Middle-aged, full-faced and zaftig, hair that could be gray or blond clipped in a no-nonsense page, oversized eyeglasses, a hesitant smile.
Milo said, “She mighta broken Paul’s heart, but I’m not getting Armani, pricey chocolates, and vino from someone like Chet.”
I handed the phone back. He swabbed at his mouth with a napkin, motioned the busboy over, and ordered coffee.
Milo drank two cupfuls, pried his bulk upward, and tossed cash on the table. No need to wait for the check, he always surpasses.
I said, “Let’s split it.”
“Like that’s gonna happen.”
Scooping more chips out of the bowl, he tilted his head toward the front door. “Pitchforks are gone, let’s head back to alleged civilization.”
Not a word from Milo the following day. Nothing on my Saturday calendar other than dinner with Robin. Meanwhile, she was working.
I drove to the Palisades, parked a quarter mile from the Corvins’, and walked.
Using your legs in L.A. when you’re not accompanied by a dog makes people nervous. When I was a block away I clipped my expired LAPD consultant badge to my belt. It entitles me to nothing but can mute anxiety.
At the mouth of Evada Lane, that was put to the test.
As I entered the cul-de-sac, an older, pale-blue BMW 6 drove past me, stopped for a moment, then rolled up the driveway of the second house on the north side of the block. Illinois plates, the paint salt-pocked and grimy.
A man got out carrying a macramé shopping bag. Forties, thick mop of gray hair, matching beard. He wore a tweed jacket, pressed jeans, a blue work shirt, brown-and-tan wingtips. Standing near his driver’s door, he pressed a finger to his chin as if considering options.
I kept going, positioning myself so the badge was easy to spot.
“Police?” he said.
I stopped. He put his bag down. “If I’m correct, I’ve noticed another one of you guys, looked like a weight lifter? I was coming home after a weekend away, early morning, saw him around the corner. When he saw me, he started jogging, which seemed odd at that hour. I hope he’s one of you and not some muscle-bound burglar.”
I smiled.
He said, “Knew it! I’m pretty impressed with how you guys are sticking with it. How long’s it been — weeks.”
“Exactly.”
“Kudos. Where I’m from, good luck getting follow-up.”
“Where’s that?”
“South Side of Chicago.”
“Professor?”
“It’s that obvious?”
“You don’t look like a gangster.”
He chuckled. “South Side’s all thugs and academics? That’s a little facile. Actually, you’re right. Actually, there’s considerable spillover between thugs and academics.”

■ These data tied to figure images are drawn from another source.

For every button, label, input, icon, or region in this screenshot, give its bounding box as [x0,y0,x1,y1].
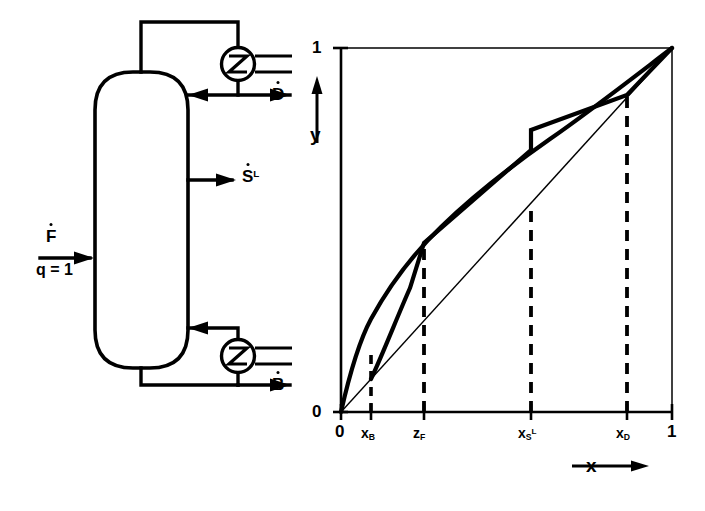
sidedraw-label: SL [242,168,259,185]
condenser-icon [222,48,293,81]
feed-arrowhead [74,252,94,265]
xB-tick-label: xB [361,426,375,442]
sidedraw-symbol: S [242,168,253,185]
flow-arrowheads [74,89,290,392]
sidedraw-arrowhead [216,174,236,187]
reboiler-icon [222,340,293,373]
feed-quality-label: q = 1 [36,262,73,278]
flowsheet-diagram [0,0,330,511]
y-axis-min-label: 0 [312,403,321,420]
x-axis-title: x [586,456,597,475]
bottoms-label: B [272,376,284,393]
sidedraw-superscript: L [253,168,259,179]
x-axis-arrow [572,461,649,472]
figure-canvas: D SL B F q = 1 [0,0,705,511]
bottoms-line [141,368,238,385]
distillate-symbol: D [272,86,284,103]
x-axis-origin-label: 0 [335,423,344,440]
feed-label: F [46,228,56,245]
xSL-tick-label: xSL [518,426,537,442]
x-axis-max-label: 1 [667,423,676,440]
xD-tick-label: xD [616,426,630,442]
y-axis-title: y [310,125,321,144]
distillate-label: D [272,86,284,103]
reflux-arrowhead [188,89,208,102]
y-axis-max-label: 1 [312,39,321,56]
bottoms-symbol: B [272,376,284,393]
dashed-verticals [371,95,627,412]
reboiler-return-arrowhead [188,322,208,335]
feed-symbol: F [46,228,56,245]
zF-tick-label: zF [413,426,425,442]
column-shell [95,72,188,368]
diagonal-line [341,48,672,412]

I laughed and walked over to him. The macramé bag was filled with groceries. Packaged steak on top; grass-fed, organic, Whole Foods.
I held out my hand. “Alex Delaware.”
His grip was firm. “Bart Tabatchnik. I’m at the U. for a semester teaching economics. I hope I’m not about to oversell something I observed. I really didn’t think it was important, still don’t, but seeing you, I figured why not? Seeing as it’s still unsolved.”

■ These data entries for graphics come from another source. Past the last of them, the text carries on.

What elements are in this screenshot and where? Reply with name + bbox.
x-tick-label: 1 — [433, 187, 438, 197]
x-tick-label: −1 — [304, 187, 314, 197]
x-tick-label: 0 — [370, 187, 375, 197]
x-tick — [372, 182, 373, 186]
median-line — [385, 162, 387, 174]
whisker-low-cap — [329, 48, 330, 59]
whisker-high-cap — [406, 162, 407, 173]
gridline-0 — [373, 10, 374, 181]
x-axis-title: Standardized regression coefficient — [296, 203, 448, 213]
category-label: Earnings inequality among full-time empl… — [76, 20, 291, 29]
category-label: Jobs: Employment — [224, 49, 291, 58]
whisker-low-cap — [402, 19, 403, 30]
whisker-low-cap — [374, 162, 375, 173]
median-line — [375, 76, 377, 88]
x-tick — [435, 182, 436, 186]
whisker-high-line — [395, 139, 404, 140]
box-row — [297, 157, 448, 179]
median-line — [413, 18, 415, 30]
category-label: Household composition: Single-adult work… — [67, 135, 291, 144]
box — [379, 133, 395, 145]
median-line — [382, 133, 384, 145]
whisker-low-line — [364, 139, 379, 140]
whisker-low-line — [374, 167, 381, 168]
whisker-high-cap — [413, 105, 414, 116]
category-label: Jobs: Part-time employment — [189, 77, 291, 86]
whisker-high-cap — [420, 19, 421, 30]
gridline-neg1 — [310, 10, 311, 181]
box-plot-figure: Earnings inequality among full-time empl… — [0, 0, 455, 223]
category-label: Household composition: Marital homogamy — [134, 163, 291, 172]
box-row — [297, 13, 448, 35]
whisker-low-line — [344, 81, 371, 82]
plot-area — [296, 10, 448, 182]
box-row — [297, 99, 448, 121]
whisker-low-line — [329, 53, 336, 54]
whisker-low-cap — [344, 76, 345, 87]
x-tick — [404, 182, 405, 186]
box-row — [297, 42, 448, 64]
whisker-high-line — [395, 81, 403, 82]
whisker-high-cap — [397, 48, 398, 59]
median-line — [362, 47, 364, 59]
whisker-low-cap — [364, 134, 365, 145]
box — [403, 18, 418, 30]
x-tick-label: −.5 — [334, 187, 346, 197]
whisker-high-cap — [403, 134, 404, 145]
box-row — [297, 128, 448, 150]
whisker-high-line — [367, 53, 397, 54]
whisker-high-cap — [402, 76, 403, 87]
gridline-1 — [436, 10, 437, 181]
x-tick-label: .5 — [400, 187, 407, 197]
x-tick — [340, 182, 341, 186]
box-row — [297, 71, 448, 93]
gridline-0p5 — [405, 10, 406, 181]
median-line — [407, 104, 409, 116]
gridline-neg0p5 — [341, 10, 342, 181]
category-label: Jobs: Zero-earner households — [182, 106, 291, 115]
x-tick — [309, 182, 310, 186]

I said, “Anything you can offer would be appreciated.”
“This was a couple of weeks before it happened,” said Bart Tabatchnik.
“Even so.”
“Okay. I’m sure you know that the fellow who lives to the left is an artist named Bitt. After the murder, people were murmuring about him, apparently they think he’s odd. I’ve had no contact with him but it made me curious so I looked him up and his work is pretty out there. Normally, I’d assume a clash of norms is at play — it’s a pretty conservative neighborhood, I wouldn’t want to get anyone in trouble. But then I saw his face and I realized I’d seen him before. Only once, but it might be substantive. Then again, it might not.”
He stroked his beard. “Sorry, I tend to get prolix, occupational hazard, get paid to lecture, cut to the chase: Around a week after the murder I saw Bitt and another man having a confrontation. I wondered if that was Corvin — on the off chance, I don’t know anyone here but it was his house — anyway, I looked him up and it was Corvin.”